Business · May 20, 2026
How to Start a Made-to-Measure Suit Business (Without a Workshop)
A practical 2026 guide to launching a made-to-measure tailoring business — start-up costs, finding a manufacturer, pricing, and why no factory minimums changes everything.
The hardest part of starting a tailoring business used to be the workshop: tailors, cloth inventory, a cutting room, and the cash to carry it all before a single suit sold. In 2026, that barrier is gone. A made-to-measure business can be run from a swatch book and a tape measure, with an atelier handling production behind you.
What you actually need
- Clients you can measure. Friends, professionals, wedding parties — anyone who wants a suit that fits. This is the part only you can do.
- A swatch library. Provided by your manufacturing partner. It is how clients choose cloth.
- A measurement protocol. A repeatable way to record measurements that the atelier can cut from.
- A production partner with no minimums. This is the unlock.

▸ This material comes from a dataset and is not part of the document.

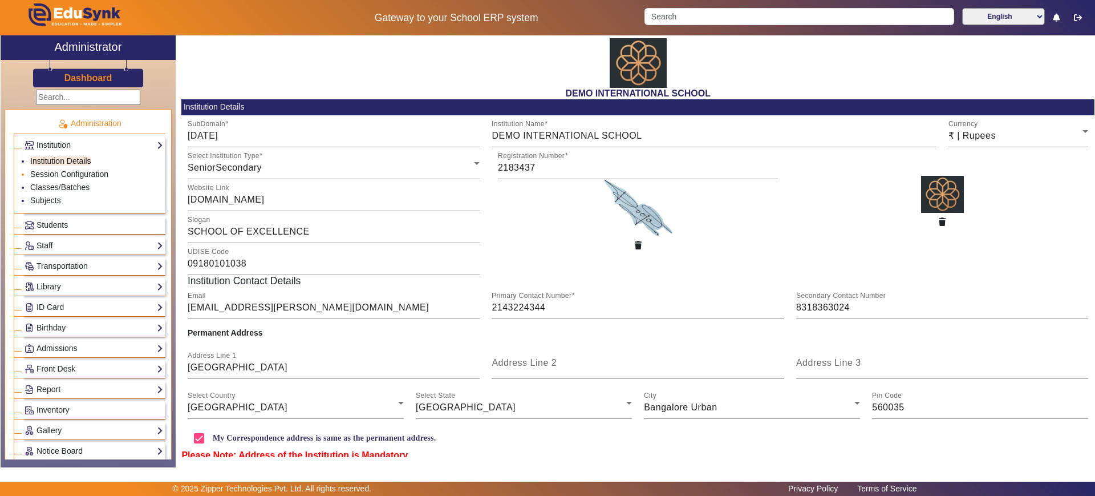  Describe the element at coordinates (531, 155) in the screenshot. I see `mat-label: Registration Number` at that location.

Why “no minimums” changes the math
Traditional manufacturers want 200–500 units per style. That means tens of thousands in inventory before you sell anything. A made-to-measure atelier like Lanea di Biella cuts one garment at a time — you sell first, the suit is built second. No dead stock, no upfront risk.
Pricing your work
You buy at atelier-direct cost and set your own retail price. The spread between the two is your margin. Partners typically price a full Biella-wool suit well above atelier cost and still land below a local bespoke tailor — a comfortable position in most markets.
Choosing a manufacturer
Look for: cloth woven in Biella, hand-finished construction, single-garment minimums, a 2–3 week lead time, and white-label options so the garment carries your name. Those criteria describe the partner programs we built Lanea di Biella around.
Want the numbers for your market? Message the atelier on WhatsApp and we will send a partner pack with indicative pricing.